Tomorrow never comes
So that's sorted, then. Greece has given the pro-bailout parties a narrow majority (thanks to a quirk of the Greek electoral system that gifts fifty extra seats to the party that wins the most votes). Greece will take another bailout; the markets can stop panicking; the crisis is averted; the euro is saved.
Well, not quite. Had the anti-bailout far-left SYRIZA coalition won, the situation would be moving a lot more quickly towards a Greek exit from the Eurozone and, in all likelihood, a rapid acceleration in the Eurozone crisis. That Greece will probably take a bailout will soothe bond market traders' anxieties for a while. But look at how short-lived that period of calm following a bailout has become — Spain's sovereign debt yields fell for just a few hours after its bailout last weekend, and then quickly returned to historical highs.
In all likelihood, it seems that the next Greek bailout will be no more final than the last two were. Spain is rumoured to be seeking another, governmental bailout (as opposed to last weekend's one, aimed at bailout out Spanish banks).
The upshot of the last few weeks' developments in the Eurozone is that bailouts of banks and countries have become institutionalized. The lack of any real objection to the Spanish bank bailouts underline the reality that there is no European bank whose losses, if great enough, will not be moved to taxpayers in that country. Ireland's landslide "Yes" vote for the Fiscal Compact Treaty means that the European Stability Mechanism bailout fund is now a feature of EU law. The settlement is now more-or-less official: If banks are irresponsible, taxpayers will bail them out; if states are irresponsible, taxpayers will bail them out.
The political economy of this settlement should not be a surprise. Clients of the state — the various interest groups comprising interconnected banks, public sector workers, pensioners, subsidized and otherwise-protected businesses, and others — appear to be so embedded in the political fabric of the Eurozone states that policies for the good of the country, such as orderly bank defaults or radical competitiveness reforms, are impossible. Ireland's "Croke Park Agreement" that protects public sector workers from layoffs is just one example.
Mancur Olson, in his masterpiece The Rise and Decline of Nations, argued that this is a pattern of history. Olson argued that states may flourish when their leaders aim to act in the general interest, but over time special interest groups will accumulate, eventually causing politicians to become hostage to them over the interests of the numerous, but voiceless, citizens.
In Olson's words, states become victims of "institutional sclerosis" as groups who will lose from any reform establish themselves, making political change impossible. He used the post-1945 success of Germany, Japan and Italy as examples of countries whose client groups were obliterated, allowing their governments to carry out generally beneficient reforms without significant opposition. (I wonder if post-reunification Germany's labour market reforms are another example of this. I don't know.)
European leaders have, it seems, learned that voters will choose a known decline into destititute service to reckless banks and clients of the state over an unknown economic disorder that contains much destructiveness, even if it may prove to be creative. I doubt Greece will manage to stay in the Eurozone and avoid sovereign default. (It has already defaulted once during the crisis, despite the euphemistic language used to avoid calling it that.) But I am much less certain that the Euro crisis will ever come to the head that constantly appears to be on the horizon.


* [Work instructions]
Give an unaltered copy of the listing below, minus its pictures.

* [Data extracts]
((

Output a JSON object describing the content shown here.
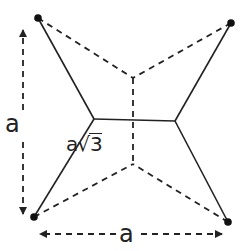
{
  "diagram": {
    "type": "geometry-figure",
    "colors": {
      "line": "#222222",
      "background": "#ffffff"
    },
    "points": {
      "top_left": [
        38,
        18
      ],
      "top_right": [
        231,
        23
      ],
      "bottom_left": [
        34,
        217
      ],
      "bottom_right": [
        228,
        222
      ],
      "solid_junction_left": [
        94,
        119
      ],
      "solid_junction_right": [
        175,
        121
      ],
      "dashed_junction_top": [
        133,
        78
      ],
      "dashed_junction_bottom": [
        133,
        164
      ]
    },
    "labels": {
      "side_vertical": "a",
      "side_horizontal": "a",
      "segment_length_prefix": "a",
      "segment_length_radicand": "3",
      "sqrt_symbol": "√"
    }
  }
}
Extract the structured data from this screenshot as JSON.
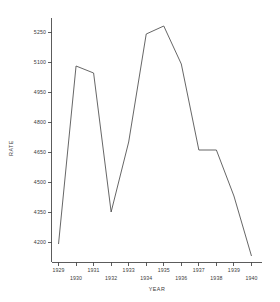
{
  "chart_data": {
    "type": "line",
    "title": "",
    "xlabel": "YEAR",
    "ylabel": "RATE",
    "x": [
      1929,
      1930,
      1931,
      1932,
      1933,
      1934,
      1935,
      1936,
      1937,
      1938,
      1939,
      1940
    ],
    "values": [
      4190,
      5080,
      5045,
      4350,
      4700,
      5240,
      5280,
      5090,
      4660,
      4660,
      4430,
      4130
    ],
    "series": [
      {
        "name": "RATE",
        "values": [
          4190,
          5080,
          5045,
          4350,
          4700,
          5240,
          5280,
          5090,
          4660,
          4660,
          4430,
          4130
        ]
      }
    ],
    "xtick_labels": [
      "1929",
      "1930",
      "1931",
      "1932",
      "1933",
      "1934",
      "1935",
      "1936",
      "1937",
      "1938",
      "1939",
      "1940"
    ],
    "ytick_labels": [
      "4200",
      "4350",
      "4500",
      "4650",
      "4800",
      "4950",
      "5100",
      "5250"
    ],
    "ytick_values": [
      4200,
      4350,
      4500,
      4650,
      4800,
      4950,
      5100,
      5250
    ],
    "xlim": [
      1928.6,
      1940.6
    ],
    "ylim": [
      4100,
      5320
    ],
    "grid": false,
    "legend": "none",
    "line_color": "#4a4a4a",
    "axis_color": "#4a4a4a",
    "background_color": "#ffffff"
  },
  "axes": {
    "y_title": "RATE",
    "x_title": "YEAR"
  }
}
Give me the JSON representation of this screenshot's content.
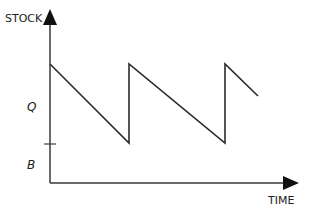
{
  "diagram": {
    "type": "sawtooth inventory stock diagram",
    "y_axis_label": "STOCK",
    "x_axis_label": "TIME",
    "level_labels": {
      "order_quantity": "Q",
      "buffer_stock": "B"
    },
    "colors": {
      "line": "#2b2b2b",
      "background": "#ffffff"
    },
    "sawtooth_points": [
      [
        50,
        64
      ],
      [
        129,
        143
      ],
      [
        129,
        64
      ],
      [
        225,
        143
      ],
      [
        225,
        64
      ],
      [
        258,
        96
      ]
    ]
  }
}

))

* [Finished task]
Output a JSON object describing the content shown here.
{
  "diagram": {
    "type": "geometry-figure",
    "colors": {
      "line": "#222222",
      "background": "#ffffff"
    },
    "points": {
      "top_left": [
        38,
        18
      ],
      "top_right": [
        231,
        23
      ],
      "bottom_left": [
        34,
        217
      ],
      "bottom_right": [
        228,
        222
      ],
      "solid_junction_left": [
        94,
        119
      ],
      "solid_junction_right": [
        175,
        121
      ],
      "dashed_junction_top": [
        133,
        78
      ],
      "dashed_junction_bottom": [
        133,
        164
      ]
    },
    "labels": {
      "side_vertical": "a",
      "side_horizontal": "a",
      "segment_length_prefix": "a",
      "segment_length_radicand": "3",
      "sqrt_symbol": "√"
    }
  }
}
Extract the structured data from this screenshot as JSON.
{
  "chart_data": {
    "type": "line",
    "title": "",
    "xlabel": "YEAR",
    "ylabel": "RATE",
    "x": [
      1929,
      1930,
      1931,
      1932,
      1933,
      1934,
      1935,
      1936,
      1937,
      1938,
      1939,
      1940
    ],
    "values": [
      4190,
      5080,
      5045,
      4350,
      4700,
      5240,
      5280,
      5090,
      4660,
      4660,
      4430,
      4130
    ],
    "series": [
      {
        "name": "RATE",
        "values": [
          4190,
          5080,
          5045,
          4350,
          4700,
          5240,
          5280,
          5090,
          4660,
          4660,
          4430,
          4130
        ]
      }
    ],
    "xtick_labels": [
      "1929",
      "1930",
      "1931",
      "1932",
      "1933",
      "1934",
      "1935",
      "1936",
      "1937",
      "1938",
      "1939",
      "1940"
    ],
    "ytick_labels": [
      "4200",
      "4350",
      "4500",
      "4650",
      "4800",
      "4950",
      "5100",
      "5250"
    ],
    "ytick_values": [
      4200,
      4350,
      4500,
      4650,
      4800,
      4950,
      5100,
      5250
    ],
    "xlim": [
      1928.6,
      1940.6
    ],
    "ylim": [
      4100,
      5320
    ],
    "grid": false,
    "legend": "none",
    "line_color": "#4a4a4a",
    "axis_color": "#4a4a4a",
    "background_color": "#ffffff"
  },
  "axes": {
    "y_title": "RATE",
    "x_title": "YEAR"
  }
}
Give me the JSON representation of this screenshot's content.
{
  "diagram": {
    "type": "sawtooth inventory stock diagram",
    "y_axis_label": "STOCK",
    "x_axis_label": "TIME",
    "level_labels": {
      "order_quantity": "Q",
      "buffer_stock": "B"
    },
    "colors": {
      "line": "#2b2b2b",
      "background": "#ffffff"
    },
    "sawtooth_points": [
      [
        50,
        64
      ],
      [
        129,
        143
      ],
      [
        129,
        64
      ],
      [
        225,
        143
      ],
      [
        225,
        64
      ],
      [
        258,
        96
      ]
    ]
  }
}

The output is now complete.